I took the paper from her and folded it and slipped it into my pocket, half of me horrified that she'd injured a book, the other half of me elated that she'd so willingly given me something that clearly meant a lot to her. I liked people like that. People who could part with material possessions with little or no hesitation. Like Tyler Durden. “The things you own end up owning you” and all that.

Grace's house was exactly the type of place I expected her to live. The garden was overgrown, gone to seed, the lawn left to grow wild for some time. The curtains on the windows were drawn and the house itself, which was two stories tall and made of gray brick, seemed to be sagging as if depressed by the weight of the world. In the driveway there was a solitary car, a small white Hyundai with a Strokes decal on the back windshield.

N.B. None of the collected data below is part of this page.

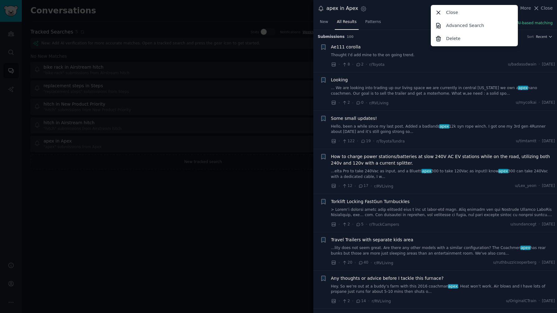 Image resolution: width=557 pixels, height=313 pixels. Describe the element at coordinates (346, 47) in the screenshot. I see `a: Ae111 corolla` at that location.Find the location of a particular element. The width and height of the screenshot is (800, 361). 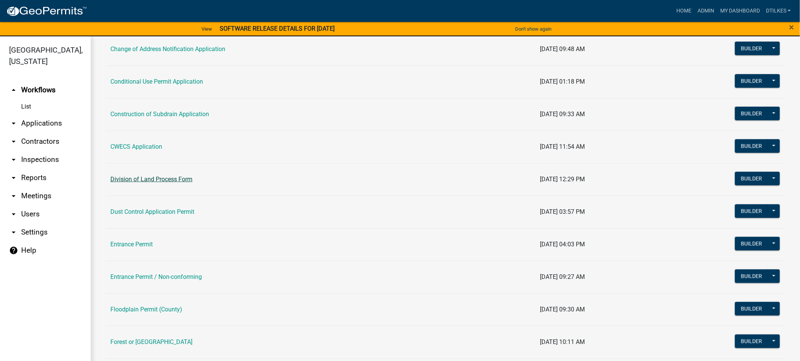

a: View is located at coordinates (207, 29).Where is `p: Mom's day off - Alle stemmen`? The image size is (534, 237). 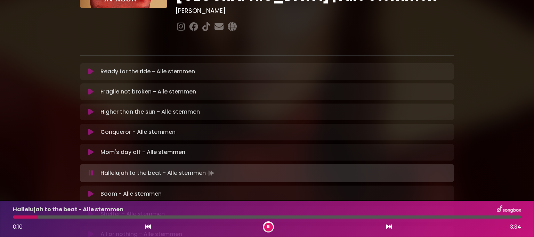
p: Mom's day off - Alle stemmen is located at coordinates (143, 152).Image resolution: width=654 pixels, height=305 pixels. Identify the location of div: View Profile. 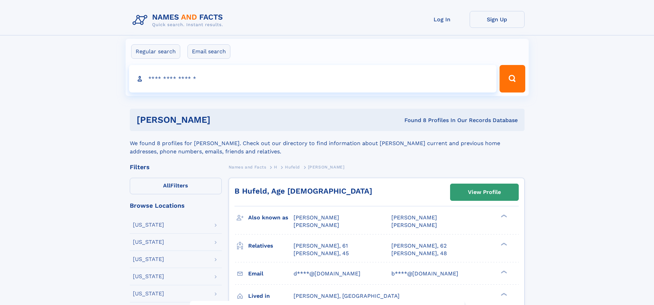
(485, 192).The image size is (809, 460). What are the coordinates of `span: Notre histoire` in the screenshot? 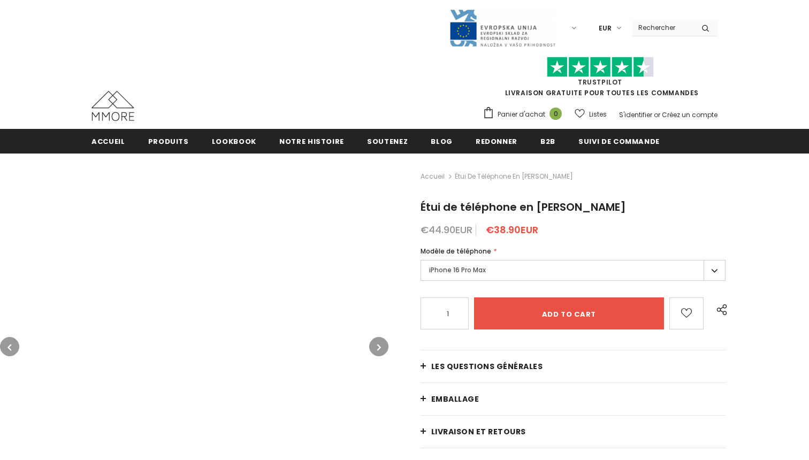 It's located at (312, 141).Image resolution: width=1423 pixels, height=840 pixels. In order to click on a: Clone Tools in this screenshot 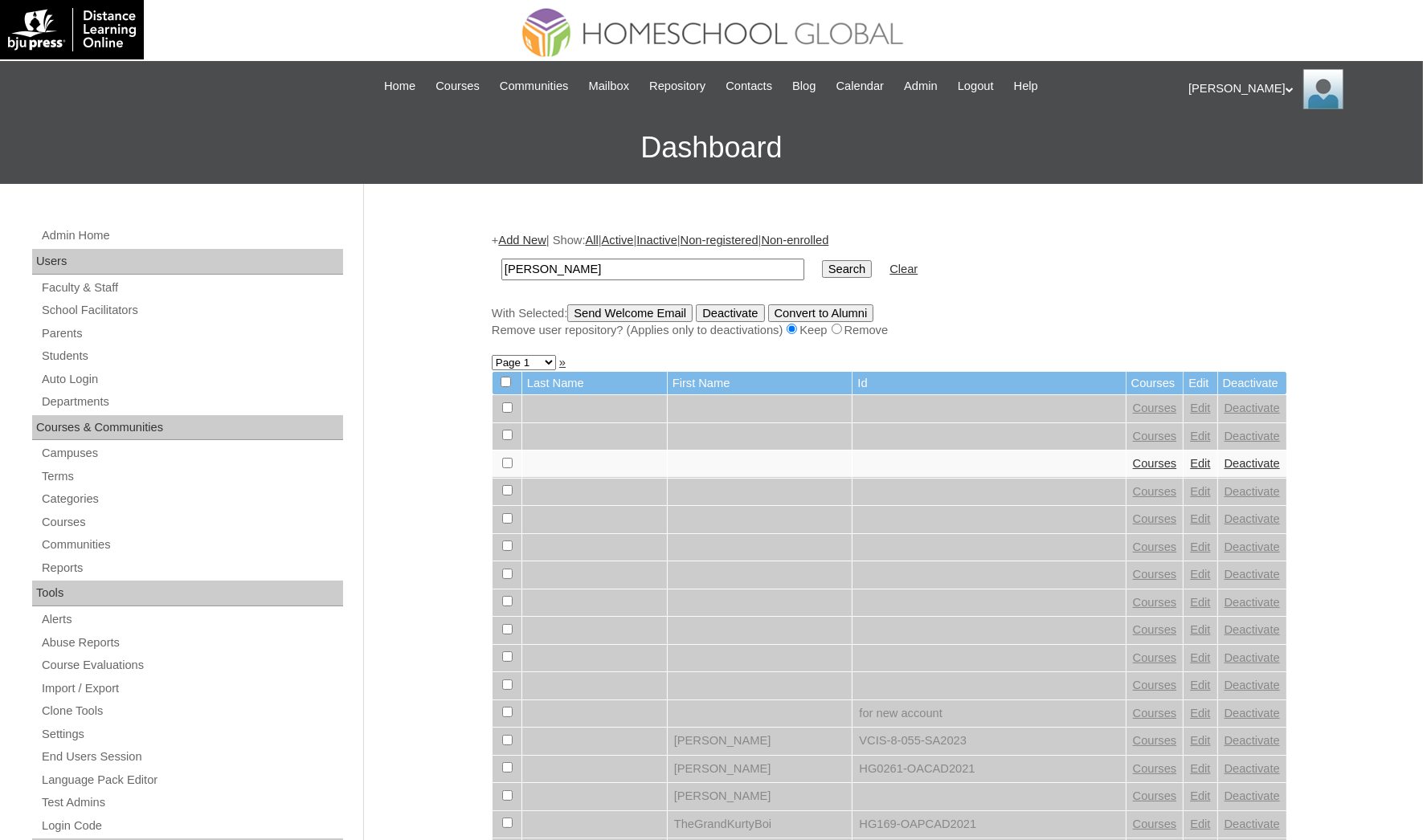, I will do `click(191, 711)`. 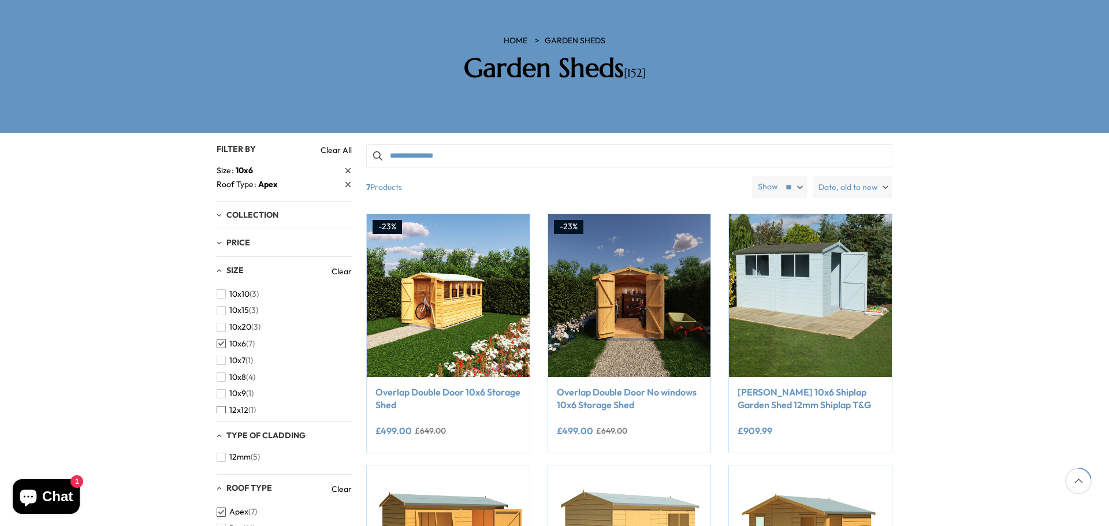 What do you see at coordinates (235, 393) in the screenshot?
I see `button: 10x9` at bounding box center [235, 393].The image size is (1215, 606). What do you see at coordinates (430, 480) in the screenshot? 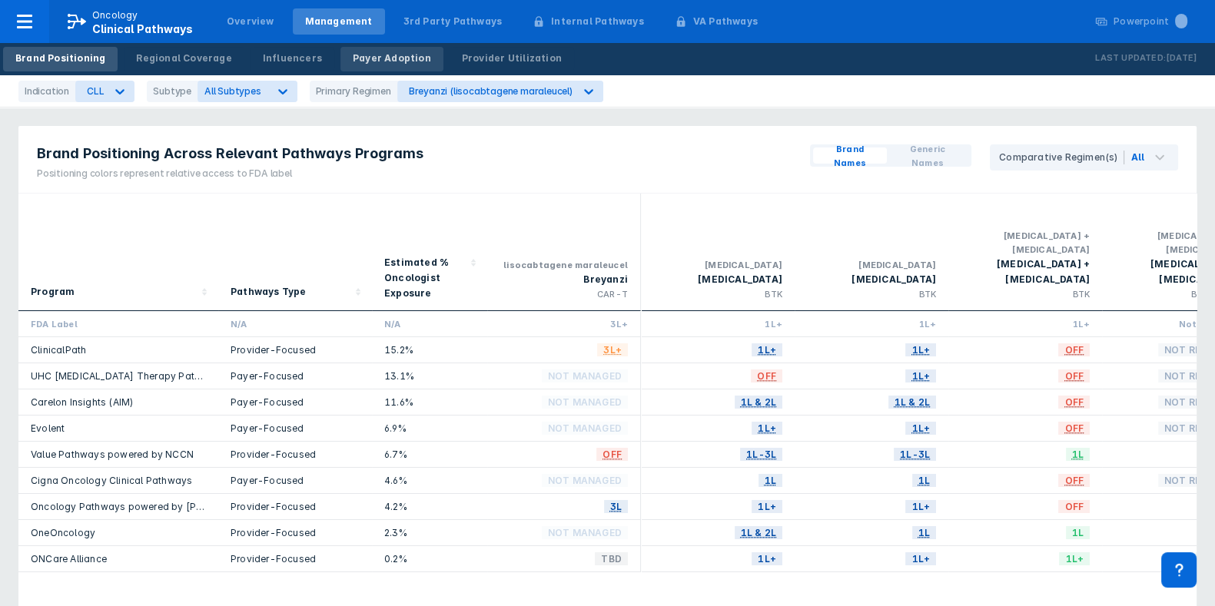
I see `div: 4.6%` at bounding box center [430, 480]. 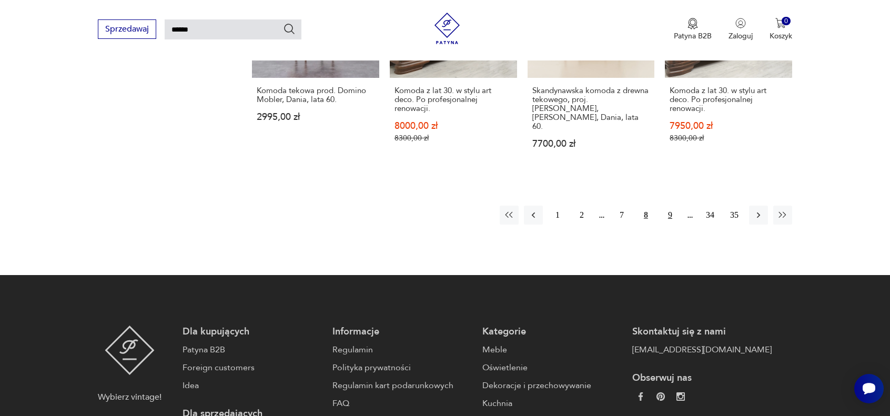 I want to click on p: 8000,00 zł, so click(x=453, y=126).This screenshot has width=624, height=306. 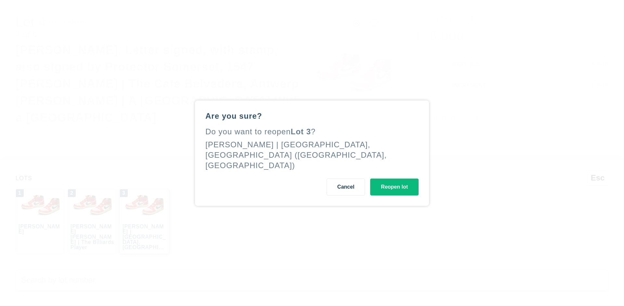 I want to click on span: Lot 3, so click(x=301, y=131).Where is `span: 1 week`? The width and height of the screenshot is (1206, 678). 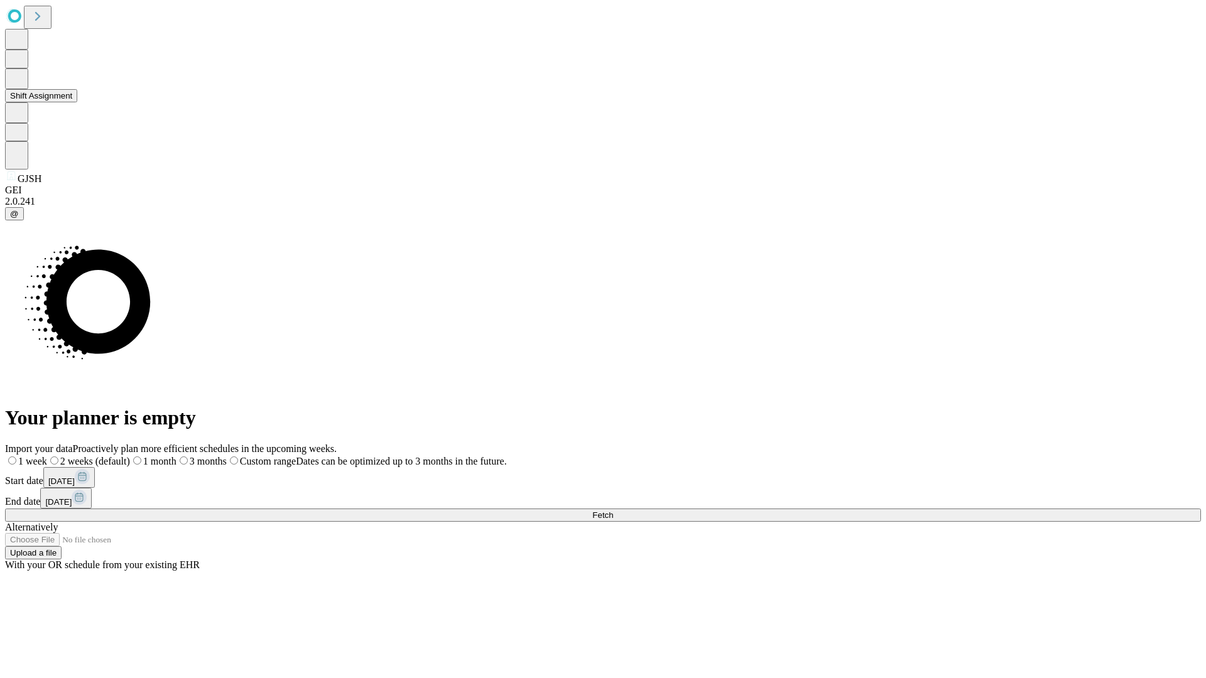 span: 1 week is located at coordinates (33, 461).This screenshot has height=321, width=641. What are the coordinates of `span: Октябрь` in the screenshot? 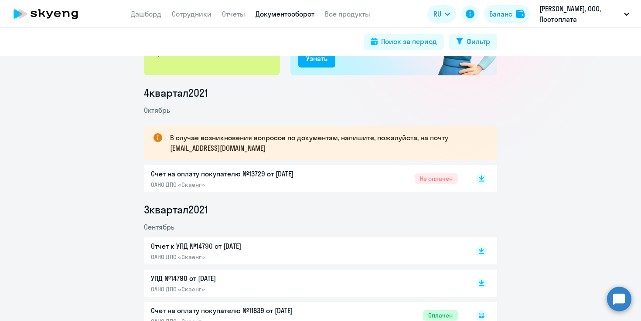 It's located at (157, 110).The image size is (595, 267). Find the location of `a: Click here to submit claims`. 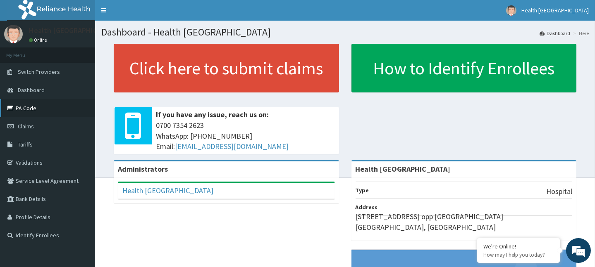

a: Click here to submit claims is located at coordinates (226, 68).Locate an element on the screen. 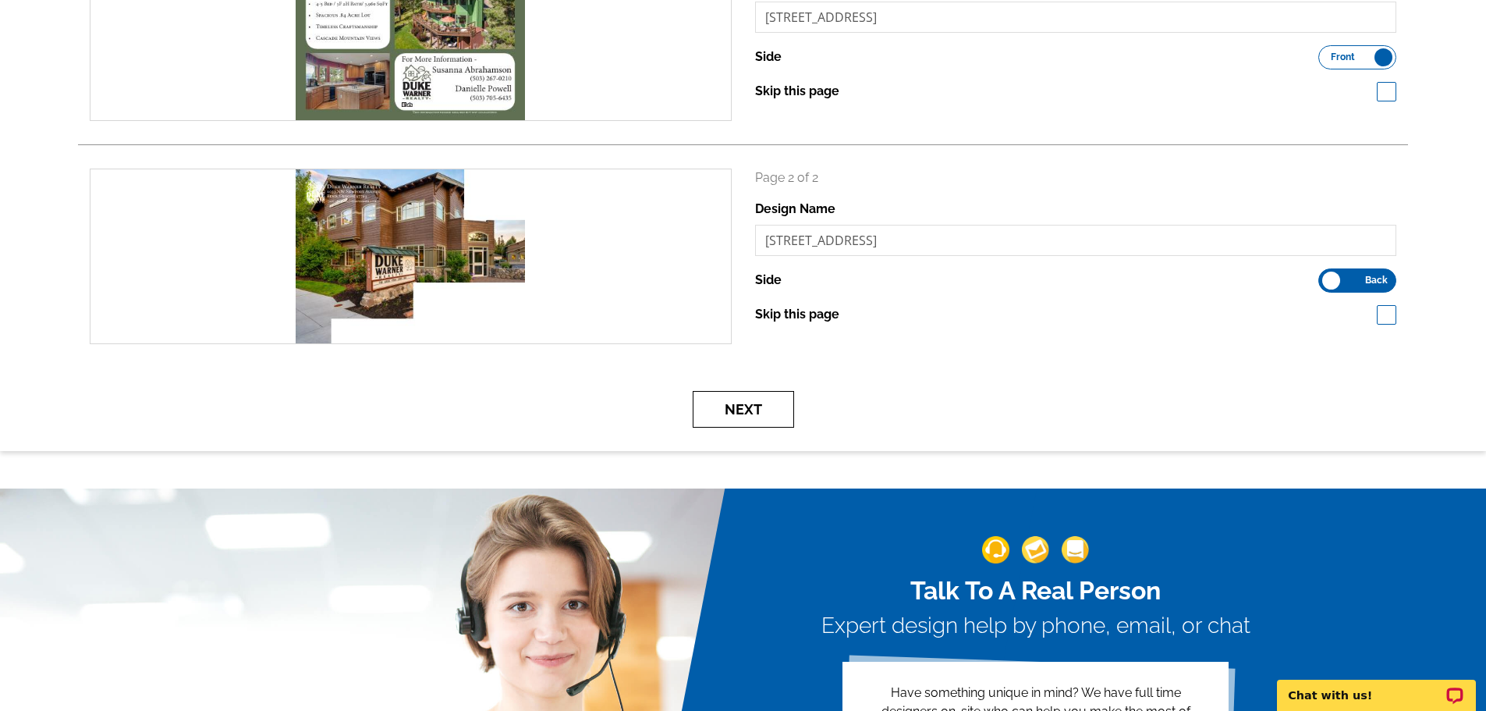  label: Design Name is located at coordinates (795, 209).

“Stay here,” she said. “I've got to get my car keys.”

I nodded and stood by myself on the front lawn while I waited for her. The car, like everything else about her, was strange. Why did she walk (or hobble, rather) fifteen minutes to school every day if she had a license and a readily available vehicle? Every other senior I knew was desperate for the privilege of driving to the mall or McDonald's during lunch, escaping the confines of the school grounds. And then, in the afternoons, bypassing the bus line and rolling right on home to food and PlayStations and sweet, sweet comfortable sweatpants.

“Do you have your license?” Grace said from behind me. I jumped a little, because I hadn't even heard her come out of the house, but there she was, car keys dangling off her pinkie finger. These, too, had Strokes paraphernalia attached to them. I'd never really listened to their stuff before, but I made a mental note to look them up on Spotify when I got home.

“Uh, yeah, actually. I got it a couple of months ago, but I don't have a car yet.”

“Good.” She threw me the keys and walked to the passenger side of the car and pulled out her phone. After twenty seconds or so, she looked up from her screen, her eyebrows raised. “Well? Are you going to unlock the car or not?”